All India Radio would broadcast running commentaries when matches were played in India. I remember with nostalgia the delightful commentating of Dev Raj Puri who had mastered the art of giving ball-to-ball commentary, effectively conveying the atmosphere on the ground. Sometime later, Vijay Merchant, a retired cricketer, also started commentating with his thick Gujarati accent. Even “Vizzy”, the Maharaj Kumar of Vizianagaram, a cricket busybody, had insinuated himself into the commentary box. For him what was happening on the ground was of little importance. He would expound more on the exploits of Polly Umrigar in the Queens’ Park Oval, Trinidad or Sabina Park in Kingston, Jamaica.  Most interesting, however, used to be the chats of AFS Talyarkhan with commentators during the tea-break around the early 1950s. He was reputed to be a marathon commentator earlier and used to cover entire five-day Test matches by himself. Later, he used to write a witty column on cricket with the title “Do you get me Steve?” I still remember a devastating one of his directed at Vijay Merchant on the much-publicised incident of a girl kissing Abbas Ali Baig after he scored a hundred at Bombay in a Test. “Vijay Merchant was wondering on the air”, he wrote, “where all the girls were when he was scoring his hundreds. Fast asleep Vijay, they were too tired of waiting”, followed by the inevitable “Do you get me Steve?”  An opening batsman, old-timers would remember, Merchant, though technically perfect, was undoubtedly a plodder.

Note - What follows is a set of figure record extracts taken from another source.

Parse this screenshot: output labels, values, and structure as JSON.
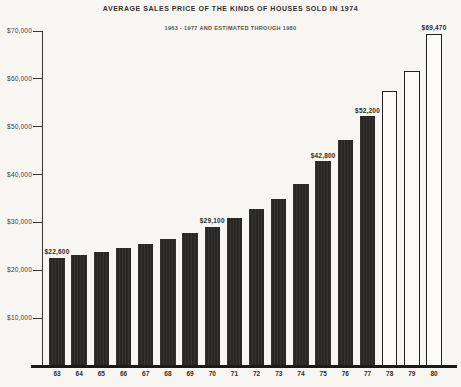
{
  "chart_data": {
    "type": "bar",
    "title": "AVERAGE SALES PRICE OF THE KINDS OF HOUSES SOLD IN 1974",
    "subtitle": "1963 - 1977 AND ESTIMATED THROUGH 1980",
    "xlabel": "",
    "ylabel": "",
    "categories": [
      "63",
      "64",
      "65",
      "66",
      "67",
      "68",
      "69",
      "70",
      "71",
      "72",
      "73",
      "74",
      "75",
      "76",
      "77",
      "78",
      "79",
      "80"
    ],
    "values": [
      22600,
      23200,
      23900,
      24700,
      25500,
      26600,
      27700,
      29100,
      31000,
      32900,
      35000,
      38100,
      42800,
      47300,
      52200,
      57400,
      61700,
      69470
    ],
    "bar_styles": [
      "filled",
      "filled",
      "filled",
      "filled",
      "filled",
      "filled",
      "filled",
      "filled",
      "filled",
      "filled",
      "filled",
      "filled",
      "filled",
      "filled",
      "filled",
      "outlined",
      "outlined",
      "outlined"
    ],
    "outlined_bars_meaning": "estimated values (1978-1980)",
    "value_labels": [
      {
        "index": 0,
        "text": "$22,600"
      },
      {
        "index": 7,
        "text": "$29,100"
      },
      {
        "index": 12,
        "text": "$42,800"
      },
      {
        "index": 14,
        "text": "$52,200"
      },
      {
        "index": 17,
        "text": "$69,470"
      }
    ],
    "ylim": [
      0,
      70000
    ],
    "ytick_interval": 10000,
    "yticks": [
      {
        "value": 70000,
        "label": "$70,000"
      },
      {
        "value": 60000,
        "label": "$60,000"
      },
      {
        "value": 50000,
        "label": "$50,000"
      },
      {
        "value": 40000,
        "label": "$40,000"
      },
      {
        "value": 30000,
        "label": "$30,000"
      },
      {
        "value": 20000,
        "label": "$20,000"
      },
      {
        "value": 10000,
        "label": "$10,000"
      }
    ],
    "grid": false,
    "legend": "none",
    "colors": {
      "bar_fill": "#2a2927",
      "bar_outline": "#23221f",
      "axis": "#3a3936",
      "background": "#f7f6f3",
      "text": "#2e2d2a"
    }
  }
}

Cricket was earlier quintessentially a sport indulged in by the upper and middle classes. Patronised by the maharajas and nawabs, it used to be played mostly by the feudals and their progeny. Even the commentaries over the radio were listened to by them and the middle classes who possessed the radio-receivers – a rarity in those days. The common man as also the deprived masses could never afford it and, hence, never showed any interest in the game. A change came over after transistorisation of the radio. It became cheap, affordable and portable. Running commentaries in Hindi extended the reach of cricket making it more fathomable to the non-English knowing crowd. The game received a big boost in popularity when India won the third edition of the Cricket World Cup in 1983. Advancement in technology gave it a further boost with proliferation of TV sets and cable and satellite channels carrying live images of matches into the living rooms. Today, cricket is watched on TV by millions of Indians in high-end houses as also in rural and urban shanties, even if the power in the latter happens to be purloined. A once-aristocratic game has been taken by TV to the plebeians and they have taken to it, virtually, like the duck takes to water.

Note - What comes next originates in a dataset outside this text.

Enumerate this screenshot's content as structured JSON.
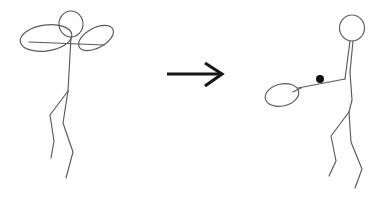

The viewership in multi-millions generates billions of dollars in advertisement revenues. It has made the country’s apex cricketing body, the Board of Control for Cricket in India, cash-rich, giving it an enormous clout in international cricket. India may not be a world economic power yet, but it surely is a world cricketing power. And, before anybody could get wise about it, cricket’s centre of gravity shifted from England to India. No wonder, the ICC World Cup was played out recently in the sub-continent for the second time and two sub-continental teams fought out for the honours with India winning the Cup. The Central and some state governments gave a holiday to the cricket-crazy staff to cheer the home team even if they did so from the comfort of their homes. No work would have been done in offices even otherwise. Strangely, streets wore a deserted look as if the towns and cities were under curfew.

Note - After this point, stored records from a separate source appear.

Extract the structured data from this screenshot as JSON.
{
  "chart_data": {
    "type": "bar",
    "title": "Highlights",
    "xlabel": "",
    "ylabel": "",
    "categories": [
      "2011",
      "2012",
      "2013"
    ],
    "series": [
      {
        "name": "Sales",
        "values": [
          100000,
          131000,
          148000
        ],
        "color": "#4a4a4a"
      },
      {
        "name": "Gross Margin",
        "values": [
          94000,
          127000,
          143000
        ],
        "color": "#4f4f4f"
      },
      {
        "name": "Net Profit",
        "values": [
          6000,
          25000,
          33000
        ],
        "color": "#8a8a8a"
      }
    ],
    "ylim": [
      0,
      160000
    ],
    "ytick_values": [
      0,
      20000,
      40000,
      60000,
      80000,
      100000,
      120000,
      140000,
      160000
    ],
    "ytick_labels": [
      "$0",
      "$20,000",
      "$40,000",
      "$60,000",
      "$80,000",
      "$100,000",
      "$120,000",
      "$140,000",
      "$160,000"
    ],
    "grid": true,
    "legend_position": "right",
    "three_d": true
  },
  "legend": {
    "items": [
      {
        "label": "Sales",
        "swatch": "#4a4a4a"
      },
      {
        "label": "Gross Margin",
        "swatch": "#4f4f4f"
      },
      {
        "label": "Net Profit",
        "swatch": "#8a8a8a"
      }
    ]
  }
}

With the kind of money cricket now generates things certainly had to change. It has become a year-round circus and is no longer a sport for the three or four winter months as of yore. With everyone raking in the moolah none seems to resent it. There is, therefore, going to be no respite from cricket. Even as dust is yet to settle down after the World Cup, the Indian Premier League’s Twenty-Twenty (T-20) tournament has commenced and cricket will again monopolise the TV channels for the next fifty days.

 

About the Author

A retired senior civil servant of the Government of India based at Bhopal in Madhya Pradesh. I do free-lancing, writing mostly on topical and environmental issues.